Purt’s policies that undermine the NHS


A few weeks ago the daughter of a friend of mine, in her twenties, developed severe abdominal pains and found herself at the A&E department of Withybush hospital. The waiting room was packed with holidaymakers and it was clear that the staff were at the end of their tether. She waited five hours.

By the time she was eventually seen the pains had subsided. She was told that she should have been sent to Glangwili in Carmarthen and was given the choice of either making her own way there or going home. She went home.

While she was at Withybush she got talking to an elderly man with a back injury. He also sat in pain for hours without being seen. Eventually his wife went to complain. She was told there were not enough staff on duty to cope with everyone since no special provision had been made for the summertime boost to the local population.

I relate this not to criticise the medical staff at Withybush. They are doing their best in extremely trying circumstances. Rather, the episode illustrates once again how essential it is to retain our hospital services in Pembrokeshire, and especially those that deal with emergency care.

Yet our essential services are steadily being chipped away. Last year we lost the Special Care Baby Unit and mothers are being directed to Carmarthen to have their babies. Paediatric cover is being reduced. Consultants at the hospital are warning that 24-hour A&E is under threat.

All this is happening as a result of decisions made by the Welsh Government in Cardiff, to save money by centralising basic services away from the scattered rural populations of west and north Wales. Welsh Health Minister Mark Drakeford operates at arms length in pursuing this policy, delegating powers to the Health Boards. Nevertheless, he is responsible for the key appointments and overall strategy.

This was made transparent a few weeks ago when he was forced to put the failing north Wales Betsi Cadwaladr Health Board into ‘special measures’ - that is, direct rule. As part of this process the Board’s chief executive Trevor Purt was suspended.

Until last summer when he was sent to north Wales Trevor Purt had been chief executive of the Hywel Dda Health Board for five years. He is responsible for the downgrading of Withybush, appointed in 2009 for precisely this purpose. Before that he was involved in centralising services in northwest England. Between 2003 and 2006 he oversaw the merger of the Rochdale and Heywood Middleton Primary Care Trusts and introduced private sector treatment centres. This prompted the chairwoman of the Trust Debbie Abrahams to resign claiming that Purt’s policies were “destroying the NHS”.

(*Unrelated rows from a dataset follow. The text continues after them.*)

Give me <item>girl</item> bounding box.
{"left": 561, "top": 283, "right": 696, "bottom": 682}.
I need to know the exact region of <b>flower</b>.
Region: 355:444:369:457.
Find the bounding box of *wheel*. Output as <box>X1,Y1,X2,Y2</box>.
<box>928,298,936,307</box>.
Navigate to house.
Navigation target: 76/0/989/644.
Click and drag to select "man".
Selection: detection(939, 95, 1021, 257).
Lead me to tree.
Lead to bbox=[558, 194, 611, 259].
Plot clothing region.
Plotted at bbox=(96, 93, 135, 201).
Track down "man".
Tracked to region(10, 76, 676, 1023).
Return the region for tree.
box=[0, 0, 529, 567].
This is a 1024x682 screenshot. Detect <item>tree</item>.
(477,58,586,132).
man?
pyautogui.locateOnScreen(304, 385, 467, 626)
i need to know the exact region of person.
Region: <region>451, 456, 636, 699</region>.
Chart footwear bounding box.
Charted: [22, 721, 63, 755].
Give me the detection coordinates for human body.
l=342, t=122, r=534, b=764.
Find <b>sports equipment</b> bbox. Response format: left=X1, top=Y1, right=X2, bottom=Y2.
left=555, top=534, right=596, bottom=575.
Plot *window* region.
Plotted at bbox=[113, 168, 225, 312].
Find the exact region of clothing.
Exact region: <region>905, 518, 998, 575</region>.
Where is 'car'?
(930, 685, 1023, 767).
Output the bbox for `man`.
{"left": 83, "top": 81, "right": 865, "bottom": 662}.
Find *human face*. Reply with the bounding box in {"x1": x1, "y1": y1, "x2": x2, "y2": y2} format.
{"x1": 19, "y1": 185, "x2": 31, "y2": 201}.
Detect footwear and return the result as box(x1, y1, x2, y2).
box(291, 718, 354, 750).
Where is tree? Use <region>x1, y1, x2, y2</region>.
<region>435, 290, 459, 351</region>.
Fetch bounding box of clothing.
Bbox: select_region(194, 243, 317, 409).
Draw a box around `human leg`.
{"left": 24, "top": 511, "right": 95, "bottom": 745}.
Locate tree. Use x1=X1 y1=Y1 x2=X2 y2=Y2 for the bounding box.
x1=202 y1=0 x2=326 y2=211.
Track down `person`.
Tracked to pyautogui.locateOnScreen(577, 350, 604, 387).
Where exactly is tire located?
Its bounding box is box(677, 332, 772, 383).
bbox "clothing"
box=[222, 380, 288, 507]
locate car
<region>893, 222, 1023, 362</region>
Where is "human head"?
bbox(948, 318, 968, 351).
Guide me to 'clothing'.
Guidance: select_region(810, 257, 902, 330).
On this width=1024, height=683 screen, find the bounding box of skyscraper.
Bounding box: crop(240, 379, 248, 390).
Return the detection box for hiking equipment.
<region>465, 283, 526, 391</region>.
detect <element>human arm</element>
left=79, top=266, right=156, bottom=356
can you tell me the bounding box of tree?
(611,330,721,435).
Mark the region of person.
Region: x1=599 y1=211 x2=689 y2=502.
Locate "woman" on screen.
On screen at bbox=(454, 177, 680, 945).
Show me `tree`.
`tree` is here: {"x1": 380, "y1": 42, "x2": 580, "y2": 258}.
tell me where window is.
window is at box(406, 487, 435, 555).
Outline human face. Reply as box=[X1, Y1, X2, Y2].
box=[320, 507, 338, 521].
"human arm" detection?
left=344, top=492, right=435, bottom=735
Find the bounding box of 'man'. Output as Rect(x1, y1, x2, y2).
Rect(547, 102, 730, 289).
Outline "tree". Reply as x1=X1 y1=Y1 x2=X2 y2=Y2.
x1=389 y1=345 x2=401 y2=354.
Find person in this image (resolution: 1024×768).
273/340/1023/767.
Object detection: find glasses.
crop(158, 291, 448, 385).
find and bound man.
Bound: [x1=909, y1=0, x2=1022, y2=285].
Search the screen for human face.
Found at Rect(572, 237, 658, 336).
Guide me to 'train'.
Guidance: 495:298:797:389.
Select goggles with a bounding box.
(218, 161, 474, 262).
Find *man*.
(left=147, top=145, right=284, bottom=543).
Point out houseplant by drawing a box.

Unsurprisingly, Trevor Purt’s short tenure at Betsi Cadwaladr was dogged by controversy. Plans to shut down a maternity unit were met with massive demonstrations. As the Herald commented when it reported his suspension: “wherever Trevor Purt goes recruitment problems, protests, closures, and controversy are not far behind.” How can we have faith in the Welsh Health Minister’s reassurances about the NHS when he appoints people like Trevor Purt?